For each robot, designers need to select an energy source.
In comparison, a good-performance Li-ion battery provides just 0.5 kWh/kg, and the specific energy of animal fat is almost twice as high (10.6 kWh/kg). Scaling up this solution could be groundbreaking for mobile robotics.
The energy density per KG is high and it probably is an all-solid-sated battery.
Scientific and industrial centers are conducting intensive research in the area of photovoltaics to power robots [25]. A small solar-powered walking robot has been presented [26]. A hybrid approach, where solar power is used to charge a rechargeable battery pack can be seen in humanoid robots such as ATLAS [25].
Interesting designs of a solar robot with wheels include Tertill [27] and Vitirover [28]. Wheeled robots are often used as Autonomous Mobile Robots (AMRs) [13]. These robots require a suitable onboard energy system that provides appropriate voltage, power, and capacity.
This depends on the technology and function required. AMRs have been equipped with advanced sensors for the perception system (digital camera, Lidar system, etc.). The AMR picker has been equipped with robotic arms with a gripper. AMRs also require a motion drive power supply.

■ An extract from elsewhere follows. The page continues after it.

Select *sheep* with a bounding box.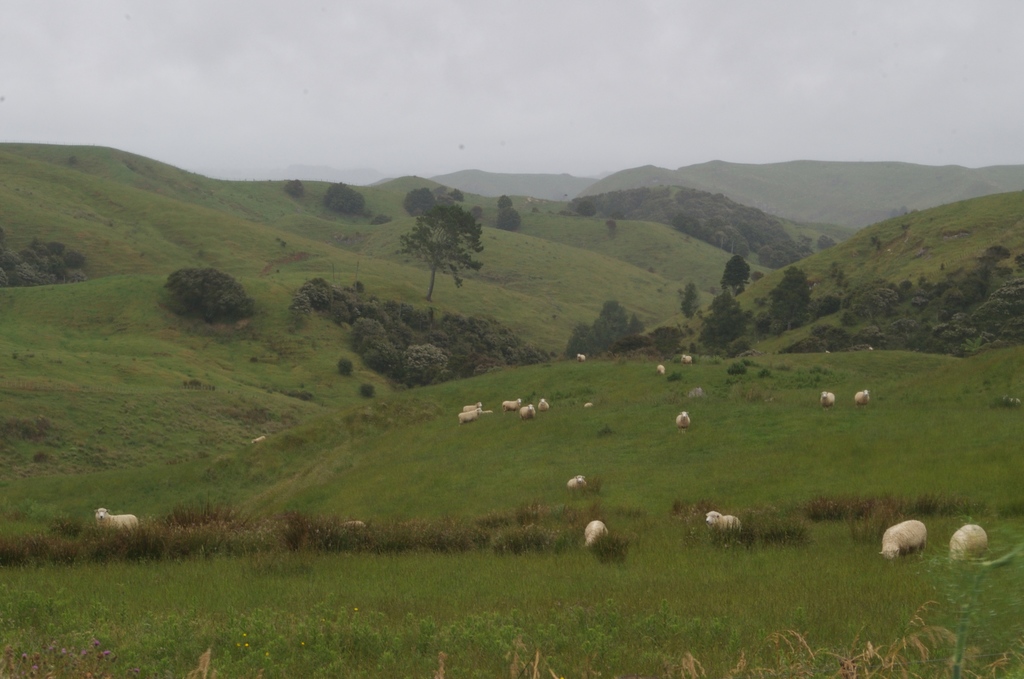
541/399/550/411.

Li-ion batteries have been used for most of these robots. Most AMRs are equipped with modern Li-ion batteries with a LiFePO4 cathode and a graphite anode. As the voltage of a single LiFePO4/graphite cell is ∼3.25 V, the batteries are used in a series-parallel [13] connection to achieve the necessary voltage and capacity. The operating voltage for AMR batteries can range from 12 to 96 V and the capacity can vary from 10 to 200 Ah. AMRs have specialized functions affecting total mass, sensory equipment, and power supply parameters. Selected examples are shown in the Table 1 for LiFePO4/graphite and Li-ion cells.